Obviously UM’s strategic plans are observed selectively,
with administrators free to cherry pick dicta as suits a need of the day, but
had the existing language concerning reviews or state-of-the-art IT been
treated as fully in force, then not only might we have not needed yet another
plan, but we’d have taken note of OIT’s track record on some fronts:
- The centralized campus effort to refactor
academic data systems under Kuali is years behind, has cost an immense amount
of money and has yet to positively impact its first stakeholder outside of a
few very specialized internal users. During the same period of time, whole
generations of organically grown, non-OIT based – and genuinely free – systems were
built, deployed, used successfully with stakeholder acclaim and yet ultimately killed
for want of campus adoption of software which OIT would not accept.
Administrative unwillingness to lead, follow or get out of the way is the mark
of 1970’s era Soviet centralized planning, not a tenet of a successful
university in the new millennium.
- Years of professorial advocacy that we should do
real data mining in order to improve student outcomes have been in vain.
Scholars today know serious techniques for learning from our data. Corporations,
government agencies and scientists apply these techniques to expose a wealth of
insights about what works and what doesn’t in their respective operations. Not so
at the University of Maryland, where our antique data services continue to age,
guarded by an organization that seems to spend more energy protecting
stakeholders from accessing the data than it does upgrading services so
stakeholders could make better-informed decisions. As noted, data-driven
decision making is part of the strategic plan, yet those few who are allowed to
try it find Byzantine data models, having ad hoc updates from inconsistent and
unreliable sources. This is not a state of affairs which will be fixed by granting
OIT with greater centralized authority or by creating even more plans which
will be selectively followed.
- Over the last decade, by my direct observation,
OIT has done an outstanding job of stonewalling campus map and geolocation
services. If not invented or controlled by them, then organically-grown software
or data is not accepted. OIT has held out instead for tremendously expensive
commercial packages which only they would manage. In the meantime, while OIT
has held out for funding, nearly half a dozen administrative units on campus,
all with serious mapping needs, have over-paid for conflicting resources that needlessly
replicated one another. Taxpayers and stakeholders alike are the losers in this
classic empire building game, which would be rewarded under the proposed
strategic plan.
- For an example of what life would be like under
a fully centralized campus computing system, one only needs look at the very
TerpSharePilot site they make available for collecting comments about the IT
draft. The organization and structure of this site was so confusing that UMIACS
ultimately had to post a detailed guide for its computer science research
faculty to help them figure out how to navigate the site and add comments.

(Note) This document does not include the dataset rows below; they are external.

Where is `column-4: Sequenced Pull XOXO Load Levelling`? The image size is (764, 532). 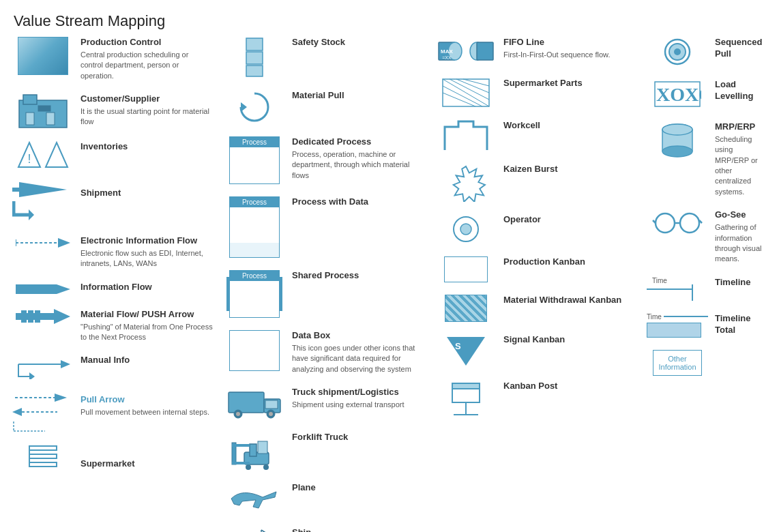
column-4: Sequenced Pull XOXO Load Levelling is located at coordinates (703, 284). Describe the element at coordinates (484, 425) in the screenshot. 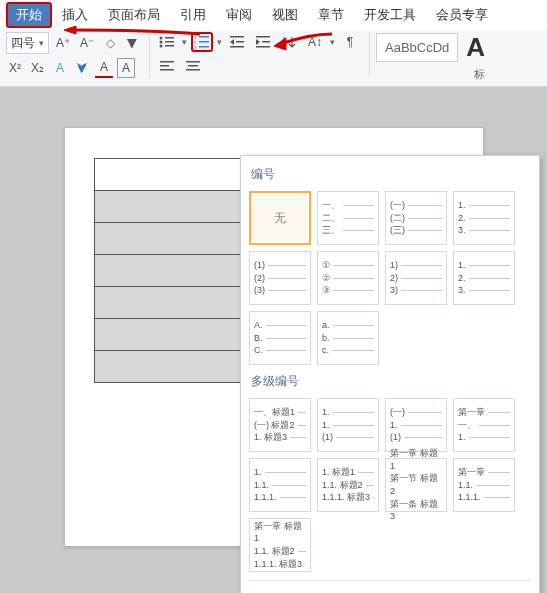

I see `preset-swatch: 第一章一、1.` at that location.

These examples suggest that caution should be exercised
before OIT is placed even more squarely on the critical path of campus
stakeholders – and before making up more plans.
Conclusion
A centralized service model like seems to be proposed in
this plan flies in the face of corporate trends toward getting control into the
hands of stakeholders to affect their own lives. Companies which are successful
in today's economy respect a basic reality of economics, which is the
debilitating impact on quality when you concentrate authorities and
responsibilities in a monopoly. Institutionally, lean and agile methods which freed
my unit from dependency on OIT have worked. We should not change this.

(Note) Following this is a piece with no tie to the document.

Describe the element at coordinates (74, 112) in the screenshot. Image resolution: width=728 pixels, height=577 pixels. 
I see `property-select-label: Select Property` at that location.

Any unit on this campus should fear a bureaucratic model
which places its success in the hands of staff whose incentives and reward structures
are independent of that unit. This is true for departments that have only ordinary
tech needs, just as it is for departments that educate and research out at the
cutting edge. Each department should be free to incentivize performance from
OIT by also being free to satisfy their own needs as they see fit.